The Wind-Up Bird Chronicle Summary

The Wind-Up Bird Chronicle Summary

Haruki Murakami is a surrealist, so this plot is bizarre and sometimes almost random.

Part One: "The Thieving Magpie"

Toru Okada tells the reader of his attempt to find the missing house cat for his wife. Kumiko, the wife, tells him to check the alley behind the house, so he does, but instead of the cat, Toru finds a mysterious, flirty teenager named Kasahara. The implication is that she is some sort of vagrant orphan, or perhaps a mysterious visitor. They enjoy a drink behind an abandoned house. He falls asleep in a pool chair, wakes up to find the girl missing, and continues back to his house. At the house, he receives calls from a strange woman who seems to be masturbating on the other side of the line. Also, Malta Kano calls and requests a meeting with Toru.

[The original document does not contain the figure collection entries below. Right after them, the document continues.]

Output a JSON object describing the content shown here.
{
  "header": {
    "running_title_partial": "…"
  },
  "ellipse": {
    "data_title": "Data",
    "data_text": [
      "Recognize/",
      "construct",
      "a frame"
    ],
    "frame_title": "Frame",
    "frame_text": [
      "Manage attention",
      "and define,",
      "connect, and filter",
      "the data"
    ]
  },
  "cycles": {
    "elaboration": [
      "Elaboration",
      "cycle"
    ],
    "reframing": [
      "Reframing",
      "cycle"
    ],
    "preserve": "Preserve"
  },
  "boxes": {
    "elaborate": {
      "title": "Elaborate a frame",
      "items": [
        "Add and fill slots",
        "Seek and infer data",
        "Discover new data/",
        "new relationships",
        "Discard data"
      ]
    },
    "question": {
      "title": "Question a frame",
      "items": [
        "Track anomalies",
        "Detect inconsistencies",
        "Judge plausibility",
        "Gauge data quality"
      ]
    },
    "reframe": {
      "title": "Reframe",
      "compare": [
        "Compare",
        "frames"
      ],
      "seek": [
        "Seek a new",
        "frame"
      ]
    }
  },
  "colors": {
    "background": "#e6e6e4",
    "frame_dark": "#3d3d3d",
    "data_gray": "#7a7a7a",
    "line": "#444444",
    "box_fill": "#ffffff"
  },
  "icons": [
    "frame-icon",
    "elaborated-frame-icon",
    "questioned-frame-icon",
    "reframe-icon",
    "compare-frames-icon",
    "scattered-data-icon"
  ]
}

Kumiko calls again to recommend that Toru meet with Malta Kano, a clairvoyant psychic, claiming that she can help the couple find their missing cat. Malta Kano is a friend of Kumiko's brother, Noboru, which actually happens to be the cat's name too, in a weird coincidence. This isn't the first time she has urged him to see a witchdoctor of some sort—there was Mr. Honda before, a strange old man whose "psychic" powers were just him endlessly reciting his war stories.

At a local hotel, Toru meets Malta Kano and her sister Creta. Creta reconvenes with Toru at his home later and tells the story of Creta's unfortunate violation—she was raped by Kumiko's brother Noboro. She leaves. Kumiko comes home wearing a new perfume, and he suspects it was a gift from an unknown man. When Lieutenant Mamiya calls to tell him Honda has died, Toru learns that Mr. Honda left something to him in the will. Mamiya swings by to give Toru his small inheritence, and he tells a strange story about war in Manchukuo where he witnessed a man skinned alive by the Kwantung Army. When he leaves, Toru checks the box with Honda's gift and discovers that it's empty. The gift is nothing.

Part Two: "Bird as Prophet"

Now Kumiko herself has gone missing. Toru learns from Noboro and Malta that Kumiko has indeed been sleeping with a new man, and she really likes him, so she's leaving Toru now, probably forever. Toru is distraught. To distract himself, Toru goes to May Kasahara, and they go to the bottom of a well, and then into the city to people watch. May's work is counting the bald heads of men for a wig company. The antics fail, and Toru cannot help but remember his wife, their first date where they watched jellyfish. In a surrealist image, Toru imagines a hotel room with a woman. He notices a blue line on his face. Toru meets a woman with a singer, and he knows the singer from his personal past. Toru follows them, and the singer turns violent. Toru gets away by defending himself with a bat.

Part Three: "The Birdcatcher"

The woman Toru met is actually Nutmeg. He returns to another day of people-watching, and sees her again. They discuss some work, and she hires him to pleasure middle aged and elderly women who pay for him. He thinks about the dread and humiliation of prostitution. The blue mark never went away. Toru's new income helps him to buy the abandoned house. Nutmeg has a son named Cinnamon who takes care of the house and fixes the well. Toru still goes to the bottom of the well.

Then one day, Toru sees the missing cat. Toru arranges an internet chat to talk to his separated wife.

Suddenly it clicks: Toru discovers that he has been enchanted by a witch, and he leaves the bottom of the well and finds the hotel room and he confronts Nutmeg, who is actually Kumiko all along. He learns that Noboru was badly beaten into a coma by a man with a baseball bat. Toru fits the description. Then a man enters the hotel room and attacks Toru with a knife. Toru (perhaps unsurprisingly) kills that man with, you guessed it, a baseball bat.

Back at home in his lonely well, Toru is succumbing to the rising waters, but Cinnamon saves him. Nutmeg finally clarifies a few days later: Yes, Toru is under a supernatural curse, and in reality, Noboru just had a stroke, and that's why he's really in a coma. Kumiko decides to pull the plug keeping Noboru alive, killing him. May tells Toru that Kumiko succeeded, and Toru says he will wait for her, even if she has to serve a sentence in prison for her crime.